Then as now, the statements were being made from public podiums by politicians who, immediately the violence started, were silent hoping the police and security agencies would restore the peace their utterances had disrupted.
But when the violence went out of hand and thousands were displaced and killed, the same politicians came out to speak against the violence and presented themselves as "saviours" to their communities.
Once again the hate speech and incitement that coloured the 2007 election campaigns has started. Instead of waiting until the inevitable violent confrontations occur, the National Cohesion and Integration Commission should act.
It should prosecute those making utterances that are exciting hate against individuals and or communities as well as inciting people to ‘defend’ themselves against rivals the leaders declared enemies.
The security intelligence services and the Attorney General must act to reign in the inciters, irrespective of their position in society.
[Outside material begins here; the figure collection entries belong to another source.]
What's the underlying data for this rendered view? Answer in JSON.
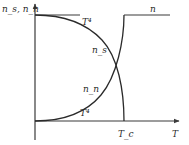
{
  "diagram": {
    "title": "",
    "y_axis_label": "n_s, n_n",
    "x_axis_label": "T",
    "critical_label": "T_c",
    "curve_labels": {
      "ns": "n_s",
      "nn": "n_n",
      "normal_total": "n",
      "ns_approx": "T⁴",
      "nn_approx": "T⁴"
    },
    "colors": {
      "line": "#2a2a2a",
      "axis": "#3a3a3a",
      "background": "#ffffff"
    }
  }
}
Only then can Kenyans start believing that the dragon of impunity can be slayed.
Quote of the day: A genuine leader is not a searcher for consensus but a molder of consensus,” Martin Luther King Jr, the iconic US civil rights activist who in 1964 became the youngest person to receive the Nobel Peace Prize for his work in ending racial segregation and discrimination through civil disobedience and other non violent means. He was assassinated on April 4,1968 in Memphis Tennessee and a federal holiday in his honour was established in 1986.